The Google Cloud Hiccups, do we have the Right to Complain?
Posted 10/19/08 at 08:59:08 PM by Justin Kerr
A Google Apps malfunction was reported on Thursday leaving education edition users without access to various services, including Gmail. It turns out the loss of access was tied to an unannounced change in the layouts of start pages which redirected to a non functional iGoogle address. Google spokesmen Andrew Kovacs stated that "this was an isolated bug". "I don't want to minimize this, but was this an issue where people could not access their data? No." Google hasn’t publically stated how many of the over one million businesses and 10 million users were impacted by the bug, but apparently it was only reported by a handful of users. Kovacs went on to state that "Basically, the broader perspective with an approach to communication is to be transparent. With these hosted applications we are held to a higher standard since we are so transparent with our communication." This made me wonder. With all the negative back lash companies like Google, Microsoft, and Amazon receive when cloud services crash, is all the bad press really fair? Do we really have the right to expect 100% uptime?
Let us know what you think.
What you pay for...
Submitted by neo1piv14 on Mon, 10/20/2008 - 6:28am
People pay hundreds of dollars for an office suite that doesn't work all the time. People pay many more hundreds for an OS that crashes because of an ill thought out patch. People pay hundreds for LCD monitors that might have bad pixels, and noone shows the lack of faith in a product like they do when a free service like Google Apps goes down for a little while. Hell, at least Google was honest and open about their mess-up. Until software that you're paying for is 100%, try cutting the free stuff some slack. Remember, it could not work at all, and you'd still get your money's worth
In short, NO
Submitted by NAYRhyno on Mon, 10/20/2008 - 4:24am
Since when have you truly expected 100% uptime from your own PC? From your business servers? from ANYTHING? Outages are a fact of life in a digital world, just like fires are a fact of life in paper world. This is why backups exist.
If I can't access my apps
Submitted by Keith E. Whisman on Sun, 10/19/2008 - 9:00pm
If I can't access my apps whenever I need to then how the (insert F Bomb Here) is Cloud computing better than software that I install on my PC and can access at anytime? Your a F'ing retard to utilize Cloud Computing for anything other than bare basic crap like Email.
100% uptime absolutely
Submitted by zeringue on Sun, 10/19/2008 - 6:50pm
The google apps service free/paid versions should have 100% available uptimes. Google operates mulitple datacenters and should have numerous replicas of the same data throughout the world with along with servers serving up the same pages, when was the last time www.google.com did not open? Google obviously is not QCing its production environment and not paying enough attention the services people rely on.
At the very least 5 nines of uptime.
My company was considering moving to Google apps, if we did we might of suffered a 30 hour outage without service, and many hours of lost labor costs.
If you pay for the apps,
Submitted by Digital-Storm on Mon, 10/20/2008 - 2:16am
If you pay for the apps, yes, you should expect atleast 99.9% uptime. If you are just using free apps, no, you have absolutly no right to expect a 100% uptime.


◆ Task to carry out ◆
The word "that" turns up on some lines of this data; say how many, and give no other text.

──────── Material for this task ────────

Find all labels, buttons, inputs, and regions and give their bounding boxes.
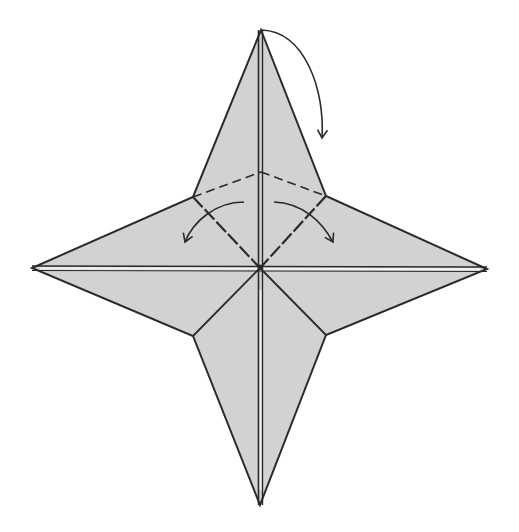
center-point xyxy=(258,265,263,270)
origami-star-diagram xyxy=(0,0,519,532)
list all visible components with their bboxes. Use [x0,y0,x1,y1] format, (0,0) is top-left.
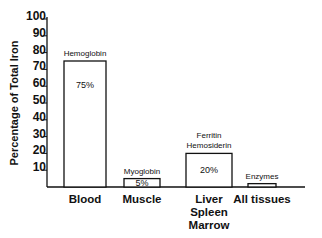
bar-annotation: Enzymes [246,172,279,181]
bar-group: 75%Hemoglobin [64,49,107,187]
category-label: Muscle [123,193,162,205]
y-tick-label: 100 [26,9,46,23]
y-tick-label: 90 [33,26,47,40]
category-label: Marrow [189,219,230,231]
y-tick-label: 50 [33,93,47,107]
y-tick-label: 60 [33,76,47,90]
bar-group: Enzymes [246,172,279,187]
bars: 75%Hemoglobin5%Myoglobin20%FerritinHemos… [64,49,279,188]
y-tick-label: 10 [33,160,47,174]
bar [248,184,276,187]
bar-value-label: 75% [76,80,94,90]
category-label: All tissues [233,193,291,205]
bar-value-label: 5% [135,178,148,188]
y-tick-label: 40 [33,110,47,124]
bar-value-label: 20% [200,165,218,175]
bar-group: 5%Myoglobin [124,167,160,188]
bar-annotation: Hemosiderin [187,141,232,150]
bar-annotation: Hemoglobin [64,49,107,58]
bar-annotation: Ferritin [197,131,222,140]
y-tick-label: 70 [33,59,47,73]
y-axis-label: Percentage of Total Iron [8,40,20,165]
bar-group: 20%FerritinHemosiderin [186,131,232,187]
y-axis-ticks: 102030405060708090100 [26,9,47,174]
category-label: Liver [195,193,223,205]
y-tick-label: 20 [33,143,47,157]
category-label: Blood [69,193,102,205]
bar-annotation: Myoglobin [124,167,160,176]
category-label: Spleen [190,206,228,218]
y-tick-label: 80 [33,43,47,57]
y-tick-label: 30 [33,127,47,141]
category-labels: BloodMuscleLiverSpleenMarrowAll tissues [69,193,291,231]
iron-distribution-chart: 102030405060708090100 Percentage of Tota… [0,0,322,238]
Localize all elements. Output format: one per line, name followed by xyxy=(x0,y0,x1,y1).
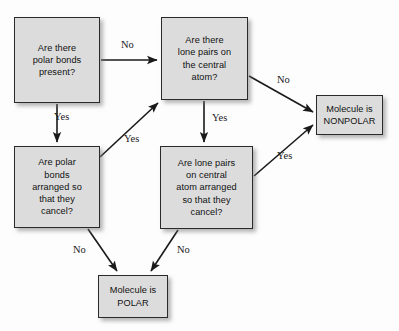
edge-lone-cancel-no xyxy=(151,230,178,271)
edge-lone-pairs-yes-label: Yes xyxy=(212,112,227,123)
edge-polar-bonds-yes-label: Yes xyxy=(54,111,69,122)
node-label: Are lone pairs on central atom arranged … xyxy=(172,157,240,218)
flowchart-canvas: Are there polar bonds present?Are there … xyxy=(0,0,399,331)
edge-bonds-cancel-no xyxy=(88,229,117,271)
node-label: Are there polar bonds present? xyxy=(29,42,86,79)
node-label: Are there lone pairs on the central atom… xyxy=(174,34,235,83)
node-polar-bonds-present[interactable]: Are there polar bonds present? xyxy=(14,17,100,103)
edge-bonds-cancel-yes-label: Yes xyxy=(124,133,139,144)
node-label: Molecule is NONPOLAR xyxy=(320,103,380,127)
edge-lone-pairs-no-label: No xyxy=(277,74,290,85)
node-molecule-nonpolar[interactable]: Molecule is NONPOLAR xyxy=(316,95,383,135)
node-label: Are polar bonds arranged so that they ca… xyxy=(28,156,86,217)
edge-lone-cancel-no-label: No xyxy=(177,244,190,255)
node-molecule-polar[interactable]: Molecule is POLAR xyxy=(98,275,168,318)
node-lone-pairs-cancel[interactable]: Are lone pairs on central atom arranged … xyxy=(160,146,253,229)
edge-bonds-cancel-no-label: No xyxy=(73,244,86,255)
edge-bonds-cancel-yes xyxy=(100,103,158,157)
node-lone-pairs-central-atom[interactable]: Are there lone pairs on the central atom… xyxy=(161,17,248,100)
edge-polar-bonds-no-label: No xyxy=(121,39,134,50)
node-polar-bonds-cancel[interactable]: Are polar bonds arranged so that they ca… xyxy=(14,146,100,228)
node-label: Molecule is POLAR xyxy=(106,284,161,308)
edge-lone-cancel-yes-label: Yes xyxy=(277,150,292,161)
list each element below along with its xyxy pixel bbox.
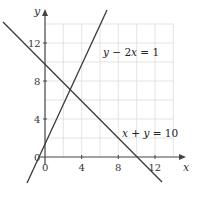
y-tick-8: 8 [34,76,40,87]
equation-label-2: x + y = 10 [122,127,178,139]
x-tick-4: 4 [79,162,85,173]
ticks [43,43,155,159]
y-axis-label: y [33,5,41,18]
x-tick-0: 0 [42,162,48,173]
coordinate-graph: 0 4 8 12 0 4 8 12 x y y − 2x = 1 x + y =… [0,0,199,197]
equation-label-1: y − 2x = 1 [102,46,159,58]
x-tick-8: 8 [115,162,121,173]
axes [40,9,186,165]
y-axis-arrow-icon [42,9,48,16]
y-tick-0: 0 [34,152,40,163]
y-tick-4: 4 [34,114,40,125]
y-tick-12: 12 [28,38,41,49]
x-axis-arrow-icon [179,154,186,160]
x-tick-12: 12 [149,162,162,173]
x-axis-label: x [183,161,190,174]
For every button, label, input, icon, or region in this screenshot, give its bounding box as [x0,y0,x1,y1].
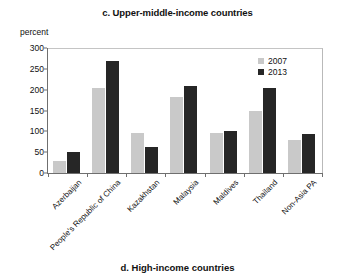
bar-2007 [170,97,183,173]
y-axis-tick-label: 150 [30,106,44,116]
legend-swatch-2013-icon [258,69,264,75]
y-axis-tick-mark [44,131,47,132]
x-axis-tick-mark [48,173,49,177]
bar-2013 [67,152,80,173]
legend-swatch-2007-icon [258,58,264,64]
y-axis-tick-label: 100 [30,126,44,136]
legend: 2007 2013 [258,55,287,77]
x-axis-line [47,173,323,174]
y-axis-tick-label: 250 [30,64,44,74]
x-axis-category-label: Malaysia [172,178,201,207]
y-axis-tick-label: 50 [35,147,44,157]
bar-2007 [53,161,66,174]
chart-title: c. Upper-middle-income countries [0,7,355,18]
x-axis-category-label: Non-Asia PA [280,178,318,216]
x-axis-tick-mark [205,173,206,177]
y-axis-tick-mark [44,89,47,90]
x-axis-tick-mark [165,173,166,177]
x-axis-category-label: People's Republic of China [48,178,122,252]
x-axis-category-label: Kazakhstan [126,178,162,214]
bar-group [126,48,165,173]
y-axis-tick-mark [44,48,47,49]
bar-2007 [249,111,262,173]
bar-2013 [263,88,276,173]
legend-item-2013: 2013 [258,66,287,77]
bar-2007 [210,133,223,173]
bar-2013 [224,131,237,173]
bar-2013 [145,147,158,173]
y-axis-tick-label: 300 [30,43,44,53]
bar-group [205,48,244,173]
bar-group [87,48,126,173]
bar-2007 [92,88,105,173]
bar-2013 [106,61,119,173]
x-axis-category-label: Thailand [251,178,279,206]
x-axis-category-label: Maldives [211,178,240,207]
y-axis-tick-mark [44,173,47,174]
x-axis-tick-mark [126,173,127,177]
bar-2007 [288,140,301,173]
legend-label-2013: 2013 [268,67,287,77]
bar-2013 [302,134,315,173]
bar-2013 [184,86,197,173]
y-axis-tick-mark [44,152,47,153]
legend-label-2007: 2007 [268,56,287,66]
bar-group [48,48,87,173]
bar-2007 [131,133,144,173]
x-axis-tick-mark [87,173,88,177]
x-axis-category-label: Azerbaijan [50,178,83,211]
y-axis-tick-mark [44,110,47,111]
x-axis-tick-mark [322,173,323,177]
next-figure-caption: d. High-income countries [0,262,355,273]
x-axis-tick-mark [244,173,245,177]
y-axis-ticks: 050100150200250300 [0,0,44,279]
bar-group [283,48,322,173]
y-axis-tick-mark [44,68,47,69]
bar-group [165,48,204,173]
y-axis-tick-label: 200 [30,85,44,95]
x-axis-tick-mark [283,173,284,177]
figure-panel: c. Upper-middle-income countries percent… [0,0,355,279]
legend-item-2007: 2007 [258,55,287,66]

────────

◆ Reply ◆
2